If Jeff Bezos' firm chose a mid-range specification for the chips, internal storage, screen, and other hardware of the Kindle phone, it could offer it at an extremely competitive price--along with a full-fledged ecosystem to deliver content and apps that even Google can't rival. Do we see a sniff of desperation in Google's recent moves to get into the MP3-vending game?

An Amazon smartphone like this, priced at a $100 to $199 range and leveraging Amazon's ecosystem and its cloud services and brand would immediately make a splash in the low-mid smartphone market because it'd be hard to find a rival to it among existing Android handsets (and even non-Android ones)--devices which offer only some of the seamless content access Amazon offers, and often a scrappy and unreliable access to apps on the Google app market. Amazon could even offer the phone for less than $100 because it's been suggested the firm is selling Fires at a loss, knowing it can recoup the money--and plenty extra--through ongoing sales from its store.

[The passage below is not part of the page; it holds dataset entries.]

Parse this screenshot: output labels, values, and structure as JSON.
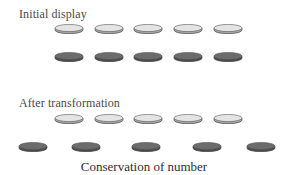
{
  "figure": {
    "initial_label": "Initial display",
    "after_label": "After transformation",
    "caption": "Conservation of number"
  },
  "colors": {
    "light_coin_top": "#e4e4e4",
    "light_coin_edge": "#a8a8a8",
    "dark_coin_top": "#6c6c6c",
    "dark_coin_edge": "#4a4a4a"
  },
  "rows": {
    "initial_light": {
      "count": 5,
      "y": 24,
      "x": [
        54,
        94,
        133,
        173,
        213
      ]
    },
    "initial_dark": {
      "count": 5,
      "y": 52,
      "x": [
        54,
        94,
        133,
        173,
        213
      ]
    },
    "after_light": {
      "count": 5,
      "y": 114,
      "x": [
        54,
        94,
        133,
        173,
        213
      ]
    },
    "after_dark": {
      "count": 5,
      "y": 142,
      "x": [
        18,
        71,
        131,
        192,
        246
      ]
    }
  }
}
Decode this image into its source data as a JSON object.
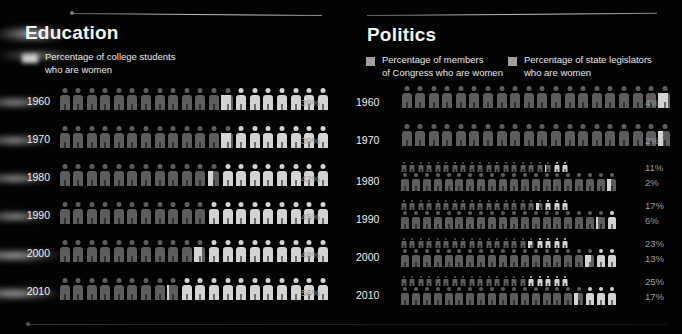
{
  "chart_data": {
    "type": "bar",
    "panels": [
      {
        "id": "education",
        "title": "Education",
        "legend": [
          {
            "label": "Percentage of college students\nwho are women",
            "swatch": "#cfcfcf",
            "style": "blurred"
          }
        ],
        "unit_total": 20,
        "unit_value": 5,
        "categories": [
          "1960",
          "1970",
          "1980",
          "1990",
          "2000",
          "2010"
        ],
        "series": [
          {
            "name": "Percentage of college students who are women",
            "values": [
              39,
              39,
              42,
              45,
              48,
              56
            ],
            "labels": [
              "39%",
              "39%",
              "42%",
              "45%",
              "48%",
              "56%"
            ]
          }
        ]
      },
      {
        "id": "politics",
        "title": "Politics",
        "legend": [
          {
            "label": "Percentage of members\nof Congress who are women",
            "swatch": "#9e9e9e",
            "style": "solid"
          },
          {
            "label": "Percentage of state legislators\nwho are women",
            "swatch": "#9e9e9e",
            "style": "solid"
          }
        ],
        "unit_total": 20,
        "unit_value": 5,
        "categories": [
          "1960",
          "1970",
          "1980",
          "1990",
          "2000",
          "2010"
        ],
        "series": [
          {
            "name": "Percentage of state legislators who are women",
            "values": [
              null,
              null,
              11,
              17,
              23,
              25
            ],
            "labels": [
              "",
              "",
              "11%",
              "17%",
              "23%",
              "25%"
            ]
          },
          {
            "name": "Percentage of members of Congress who are women",
            "values": [
              4,
              2,
              2,
              6,
              13,
              17
            ],
            "labels": [
              "4%",
              "2%",
              "2%",
              "6%",
              "13%",
              "17%"
            ]
          }
        ]
      }
    ],
    "xlabel": "",
    "ylabel": "",
    "grid": false,
    "legend_position": "top"
  },
  "colors": {
    "background": "#030303",
    "figure_base": "#5d5d5d",
    "figure_highlight": "#d3d3d3",
    "text": "#ededed",
    "percent_text": "#9a9a9a",
    "rule": "#cfcfcf"
  },
  "education": {
    "title": "Education",
    "legend": {
      "label": "Percentage of college students\nwho are women"
    },
    "rows": [
      {
        "year": "1960",
        "pct_label": "39%",
        "value": 39
      },
      {
        "year": "1970",
        "pct_label": "39%",
        "value": 39
      },
      {
        "year": "1980",
        "pct_label": "42%",
        "value": 42
      },
      {
        "year": "1990",
        "pct_label": "45%",
        "value": 45
      },
      {
        "year": "2000",
        "pct_label": "48%",
        "value": 48
      },
      {
        "year": "2010",
        "pct_label": "56%",
        "value": 56
      }
    ]
  },
  "politics": {
    "title": "Politics",
    "legend_congress": {
      "label": "Percentage of members\nof Congress who are women"
    },
    "legend_state": {
      "label": "Percentage of state legislators\nwho are women"
    },
    "rows": [
      {
        "year": "1960",
        "state_label": "",
        "state_value": null,
        "congress_label": "4%",
        "congress_value": 4
      },
      {
        "year": "1970",
        "state_label": "",
        "state_value": null,
        "congress_label": "2%",
        "congress_value": 2
      },
      {
        "year": "1980",
        "state_label": "11%",
        "state_value": 11,
        "congress_label": "2%",
        "congress_value": 2
      },
      {
        "year": "1990",
        "state_label": "17%",
        "state_value": 17,
        "congress_label": "6%",
        "congress_value": 6
      },
      {
        "year": "2000",
        "state_label": "23%",
        "state_value": 23,
        "congress_label": "13%",
        "congress_value": 13
      },
      {
        "year": "2010",
        "state_label": "25%",
        "state_value": 25,
        "congress_label": "17%",
        "congress_value": 17
      }
    ]
  }
}
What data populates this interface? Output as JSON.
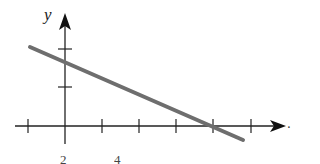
{
  "diagram": {
    "type": "coordinate-plane-line",
    "y_axis_label": "y",
    "x_axis_trailing_mark": ".",
    "x_tick_labels": [
      {
        "text": "2",
        "x": 60
      },
      {
        "text": "4",
        "x": 114
      }
    ],
    "axes_color": "#222222",
    "line_color": "#6e6e6e",
    "line": {
      "from": [
        30,
        47
      ],
      "to": [
        243,
        140
      ]
    },
    "x_ticks": [
      28,
      102,
      139,
      176,
      213,
      251
    ],
    "y_ticks": [
      49,
      87
    ]
  }
}
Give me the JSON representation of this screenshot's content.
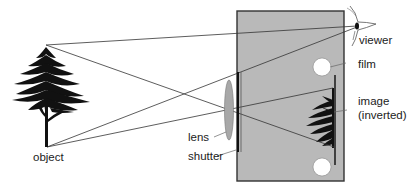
{
  "diagram": {
    "labels": {
      "object": "object",
      "lens": "lens",
      "shutter": "shutter",
      "viewer": "viewer",
      "film": "film",
      "image_line1": "image",
      "image_line2": "(inverted)"
    },
    "colors": {
      "camera_body": "#b9b9b9",
      "camera_border": "#333333",
      "ray": "#333333",
      "tree": "#111111",
      "lens": "#a8a8a8",
      "film_roll": "#ffffff"
    }
  }
}
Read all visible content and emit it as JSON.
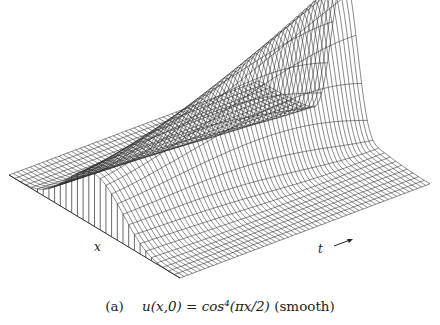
{
  "figure": {
    "panel_tag": "(a)",
    "caption_math": "u(x,0) = cos⁴(πx/2)",
    "caption_note": "(smooth)",
    "x_axis_label": "x",
    "t_axis_label": "t",
    "line_color": "#2a2a2a",
    "background": "#ffffff"
  },
  "chart_data": {
    "type": "surface",
    "title": "(a) u(x,0) = cos⁴(πx/2) (smooth)",
    "xlabel": "x",
    "tlabel": "t",
    "zlabel": "u",
    "initial_condition": "u(x,0) = cos^4(pi x / 2)",
    "x_range": [
      -1,
      1
    ],
    "t_range": [
      0,
      1
    ],
    "grid": {
      "x_lines": 30,
      "t_lines": 60
    },
    "peak_value_relative": 1.0,
    "initial_peak_relative": 0.35
  }
}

Such a phone would be a true innovation in the smartphone market that's become a little stagnant. Android phones have secured a big lead in sales, but Apple's share isn't slipping too fast at the moment--and merchants seem to be selling out of the iPhone 4S as soon as it arrives on its shelves. The entry of a rich-content Amazon phone would shake the market up dramatically, likely stealing big chunks of the low-price market, disrupt the cold war, and may thus even prompt Google and Apple to move ahead with more of their own innovations. That would only benefit consumers the world over.

View the original article here
When competition is fierce you have to choose your fights carefully. Apparently Amazon has said to itself that is ok to play second fiddle the ipad for now, but the rest of the android device bow down to us. That is when this Kindle Fire Cell Phone becomes a reality, and for a low end price it'll be a no-brainer for the consumer. I hope the competitors see that sharpe edge coming because the market is being cornered!